Ricardo Montalban and Esther Williams sang the screen original, although it was parodied later in the picture by Betty Garrett and Red Skelton, with the former making the running as she had earlier in the year with Frank Sinatra in the 'Come Up to My Place' number in Gene Kelly and Stanley Donen's On the Town. Such was the popularity of the song that nine versions were recorded in 1949, including one by Doris Day and Bob Hope and one in which James Stewart tries to make his excuses to Bing Crosby. Even by the time Dean Martin and Marilyn Maxwell recorded their famous duet in 1959, the lyrics were considered provocative because they suggested that a modern woman had the right to spend the night with a man regardless of prevailing social convention.

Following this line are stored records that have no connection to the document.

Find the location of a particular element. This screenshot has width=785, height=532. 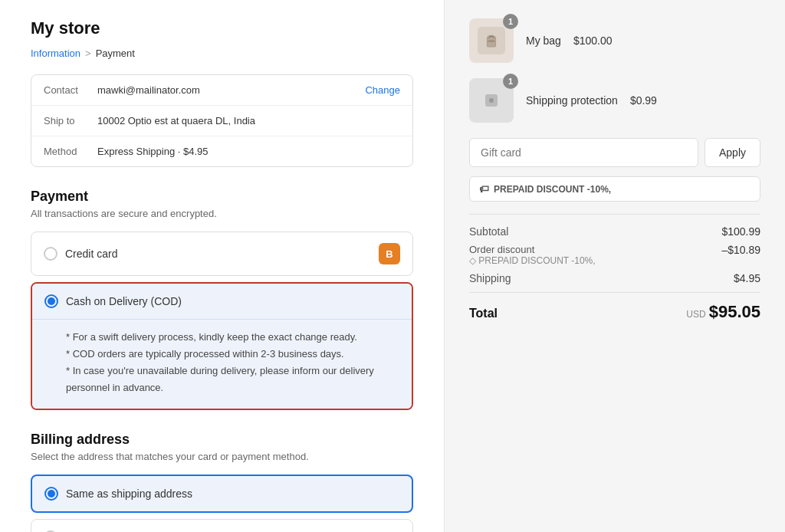

summary-divider is located at coordinates (615, 215).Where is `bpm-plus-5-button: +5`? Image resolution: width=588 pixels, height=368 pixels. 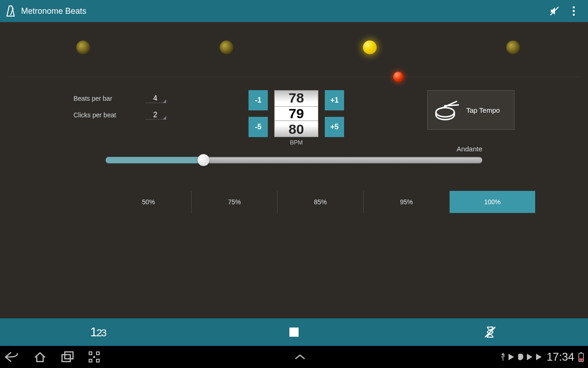
bpm-plus-5-button: +5 is located at coordinates (334, 127).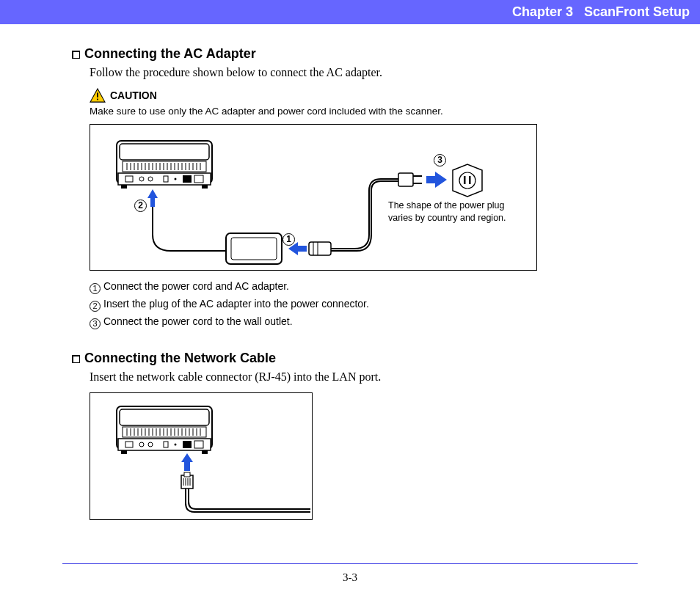  I want to click on page-footer: 3-3, so click(350, 574).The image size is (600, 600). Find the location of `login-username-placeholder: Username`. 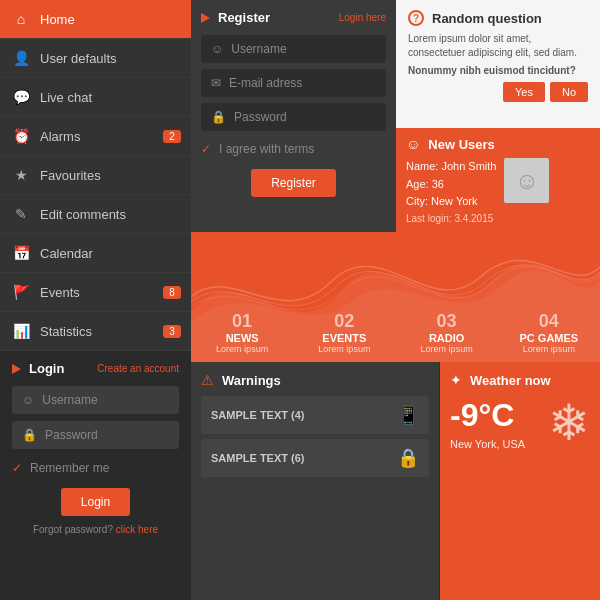

login-username-placeholder: Username is located at coordinates (70, 400).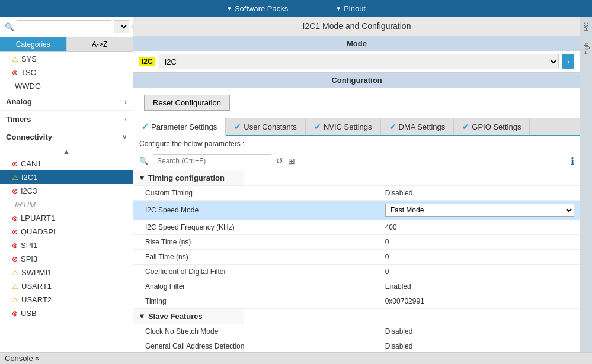 Image resolution: width=592 pixels, height=364 pixels. Describe the element at coordinates (66, 102) in the screenshot. I see `sidebar-section-analog: Analog ›` at that location.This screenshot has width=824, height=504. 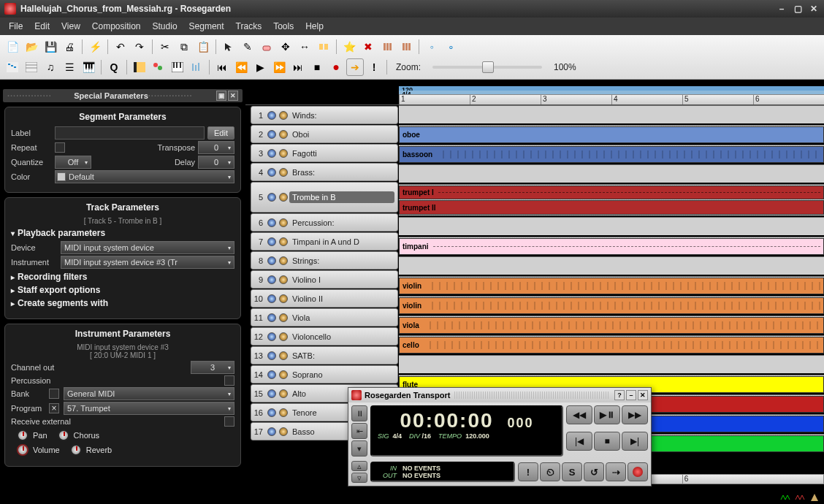 What do you see at coordinates (114, 67) in the screenshot?
I see `quantize-icon: Q` at bounding box center [114, 67].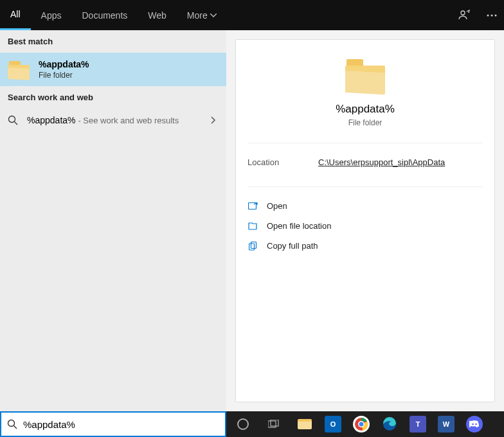 The height and width of the screenshot is (437, 504). I want to click on tab-apps: Apps, so click(51, 15).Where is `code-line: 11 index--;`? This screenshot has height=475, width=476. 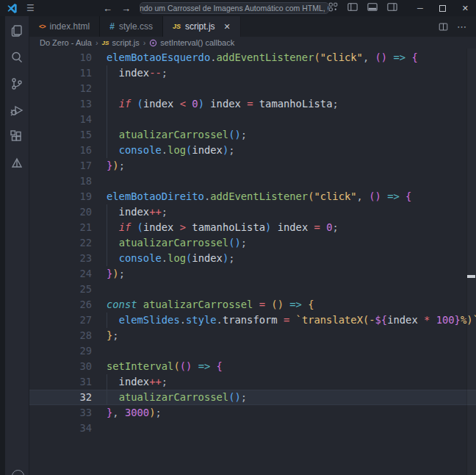
code-line: 11 index--; is located at coordinates (253, 74).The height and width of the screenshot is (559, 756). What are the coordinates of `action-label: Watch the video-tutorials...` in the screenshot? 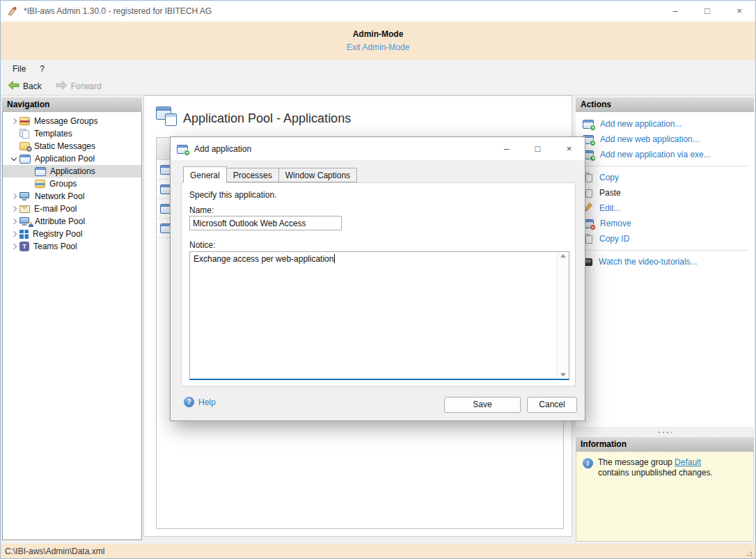 It's located at (648, 262).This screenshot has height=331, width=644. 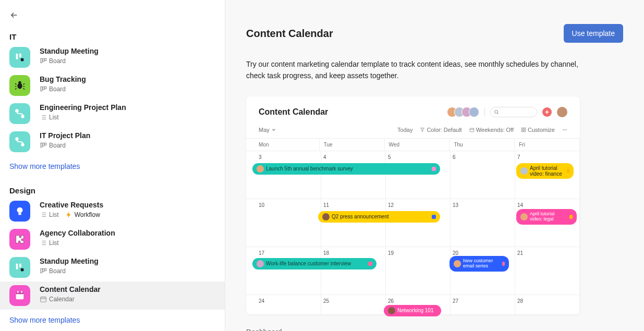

Following its use in Elf, 'Baby, It's Cold Outside' was recorded by such attuned female artists as Dolly Parton, Anne Murray, Norah Jones, Rita Coolidge, Christina Aguilera, and Lady Gaga. Nevertheless, it was drawn into the cancel culture debate after several North American radio stations barred it from their playlists. Some have pointed out that Buddy sneaking into the women's washroom to sing with a showering Jovie reinforces the creepiness of the lyrics. But we'll leave it up to you to make your own decisions about what you consider appropriate to show to the younger members of your family.

A still from Wonka (2023)
A still from Wonka (2023)

The fact that the Empire State Building was illuminated with green and yellow lights to mark the 20th anniversary of Elf's release suggests that it remains iconic. Indeed, it made the box-office Top 10 in the UK alongside such kid-friendly fare as Wonka, Wish, and The Hunger Games: The Ballad of Songbirds. And it's not too late to invite Buddy to your own home this Christmas. Simply find the film's entry on the Cinema Paradiso website and click 'Add'.